Z(Gk)=dGED(Gk,G¯)/σGED (C2)

where is a centroid graph defined below, and σGED is the variance of dGED (Gk, ) for all k. The mapping Z: Ω → ℜ converts a given network into a distance from some centroid graph. The centroid graph is a graph such that the sum of its GED distances from all subjects’ graphs is smallest:

G¯=argminGk=1NdGED(Gk,G) (C3)

Converting pairwise distances to points in Euclidean space

In order to completely convert individual networks into random vectors for the purpose of statistical analysis, a geometric embedding of the pairwise GED distances into Euclidean space is performed via a popular algorithm called Multi-Dimensional Scaling (MDS) (Seber84). MDS has been successful in several biomedical data analysis problems, particularly genomic data analysis (Tzeng et al., 2008). MDS converts a matrix of pairwise GED distances, DGED = {dGED (Gk, Gk′)|} into a matrix Δ of size ndims × N, ndims < N, such that its columns represent Cartesian coordinates of the geometric embedding of i-th subject’s network. The coordinate vectors given by the columns of Δ, i.e. δi = Δ(:, i), faithfully satisfy the GED distance criteria between every subject, such that

||δkδl||2=dGED(Gk,Gl),k,l[1,N] (C4)

Further statistical analysis can be performed on Cartesian vectors δi. This procedure is useful for classification algorithms that can only take feature vectors as input, rather than pairwise distances between points in feature space. Given a database of graphs, the procedure for Gaussian statistical analysis will proceed as follows.
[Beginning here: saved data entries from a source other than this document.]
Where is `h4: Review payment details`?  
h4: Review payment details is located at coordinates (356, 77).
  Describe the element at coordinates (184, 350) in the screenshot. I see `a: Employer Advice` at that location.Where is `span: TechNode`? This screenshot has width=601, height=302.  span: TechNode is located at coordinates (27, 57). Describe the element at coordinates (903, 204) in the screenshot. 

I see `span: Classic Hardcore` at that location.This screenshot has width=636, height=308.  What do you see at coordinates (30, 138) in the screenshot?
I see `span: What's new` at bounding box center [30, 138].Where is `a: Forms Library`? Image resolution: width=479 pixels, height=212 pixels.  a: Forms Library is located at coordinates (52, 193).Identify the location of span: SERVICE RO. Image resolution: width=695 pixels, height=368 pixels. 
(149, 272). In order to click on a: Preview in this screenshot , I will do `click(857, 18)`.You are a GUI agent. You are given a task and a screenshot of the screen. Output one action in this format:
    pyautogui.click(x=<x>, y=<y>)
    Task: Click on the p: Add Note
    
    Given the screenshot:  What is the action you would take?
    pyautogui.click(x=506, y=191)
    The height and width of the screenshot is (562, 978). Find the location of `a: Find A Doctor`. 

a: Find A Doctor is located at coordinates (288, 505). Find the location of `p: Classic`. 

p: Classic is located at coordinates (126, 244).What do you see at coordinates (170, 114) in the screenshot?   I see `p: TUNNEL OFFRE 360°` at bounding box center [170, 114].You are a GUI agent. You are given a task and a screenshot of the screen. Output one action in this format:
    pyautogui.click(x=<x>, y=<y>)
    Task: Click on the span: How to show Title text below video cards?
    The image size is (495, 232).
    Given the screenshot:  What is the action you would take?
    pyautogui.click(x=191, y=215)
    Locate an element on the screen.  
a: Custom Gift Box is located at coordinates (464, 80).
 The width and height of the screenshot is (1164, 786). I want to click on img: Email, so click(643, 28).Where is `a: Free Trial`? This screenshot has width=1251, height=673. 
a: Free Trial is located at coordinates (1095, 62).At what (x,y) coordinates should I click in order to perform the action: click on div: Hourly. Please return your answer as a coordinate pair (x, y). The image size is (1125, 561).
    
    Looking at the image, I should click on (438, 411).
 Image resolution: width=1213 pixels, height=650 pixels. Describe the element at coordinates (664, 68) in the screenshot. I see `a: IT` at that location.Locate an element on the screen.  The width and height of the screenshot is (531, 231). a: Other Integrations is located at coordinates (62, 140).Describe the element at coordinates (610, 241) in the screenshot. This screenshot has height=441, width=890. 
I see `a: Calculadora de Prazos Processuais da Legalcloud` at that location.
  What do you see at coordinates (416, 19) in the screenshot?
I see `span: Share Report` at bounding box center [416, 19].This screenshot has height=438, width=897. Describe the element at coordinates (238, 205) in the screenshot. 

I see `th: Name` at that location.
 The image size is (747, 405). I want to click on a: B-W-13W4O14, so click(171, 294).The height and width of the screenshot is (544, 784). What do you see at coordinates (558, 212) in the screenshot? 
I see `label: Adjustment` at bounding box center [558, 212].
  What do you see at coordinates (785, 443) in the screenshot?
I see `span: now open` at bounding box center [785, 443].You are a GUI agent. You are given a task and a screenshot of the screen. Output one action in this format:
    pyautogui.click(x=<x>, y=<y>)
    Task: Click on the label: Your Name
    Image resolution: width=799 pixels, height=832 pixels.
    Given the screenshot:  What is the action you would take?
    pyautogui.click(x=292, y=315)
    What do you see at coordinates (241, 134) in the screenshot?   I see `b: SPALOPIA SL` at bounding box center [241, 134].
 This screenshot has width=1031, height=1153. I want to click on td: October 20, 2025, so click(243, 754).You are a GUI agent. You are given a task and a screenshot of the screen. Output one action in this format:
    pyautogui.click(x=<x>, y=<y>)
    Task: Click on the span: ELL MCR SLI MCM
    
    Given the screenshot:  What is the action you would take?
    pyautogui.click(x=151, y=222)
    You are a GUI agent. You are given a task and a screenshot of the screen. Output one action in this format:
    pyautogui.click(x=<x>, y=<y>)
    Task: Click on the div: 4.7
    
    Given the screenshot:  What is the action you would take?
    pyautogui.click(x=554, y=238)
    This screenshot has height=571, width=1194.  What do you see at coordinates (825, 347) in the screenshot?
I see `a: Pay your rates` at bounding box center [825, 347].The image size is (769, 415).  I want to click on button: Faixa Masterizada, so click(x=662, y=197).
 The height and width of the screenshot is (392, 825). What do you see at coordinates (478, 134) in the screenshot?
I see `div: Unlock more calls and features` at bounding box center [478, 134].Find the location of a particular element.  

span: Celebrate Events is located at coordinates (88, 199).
  1. Obtain pairwise distance matrix DGED for all graphs in database.

  2. Perform MDS to obtain Δ = MDS(DGED)

  3. Determine covariance matrix C = Inline graphic(ΔΔH)

A number of routine statistical tasks can now be performed, for example any supervised or unsupervised (clustering) algorithm that utilizes distance measurements. For instance, suppose it is determined that the graphs belong to 2 distinct groups, such that in Cartesian space

Δ=(ΔAΔB),whereΔAN(μA,CA),ΔBN(μB,CB)

A given graph Gk can be assigned to either group A or B according to which of

(δkμA)HCA1(δkμA)OR(δkμB)HCB1(δkμB)

is smaller. Hypothesis testing to determine whether two graphs Gk and Gk′ belong to the same Gaussian distribution can similarly be performed.

Classification Using Linear Discriminant Analysis

Multiple-group classification on δi is performed via. Linear Discriminant Analysis (LDA), which is a classical method for separating data points into groups. It works by fitting normal distributions to each group and finding the classification which maximizes the linear discriminant between groups (Krzanowski, 1988). Suppose there are ng groups, and the mean and covariance of the embedded coordinates (e.g. δk) for each group are given by μ1, …, μng, and C1, …, Cng. Let the overall mean of the data set be given by μ̄ = mean1, …, μng). Then the LDA method finds the classification Ψ: ℝndims → ℤng that maximizes the so-called linear discriminant:

J(Ψ)=ΨtSBΨΨtSWΨ (C5)

where the between-class and within-class scatter matrices SB, SW are defined by

SB=g=1ngng(μgμ¯)(μgμ¯)T,SW=g=1ngk:Ψ(k)=g(δkμg)(δkμg)T. (C6)

In this work LDA was solved using standard eigen-decomposition method (Krzanowski, 88).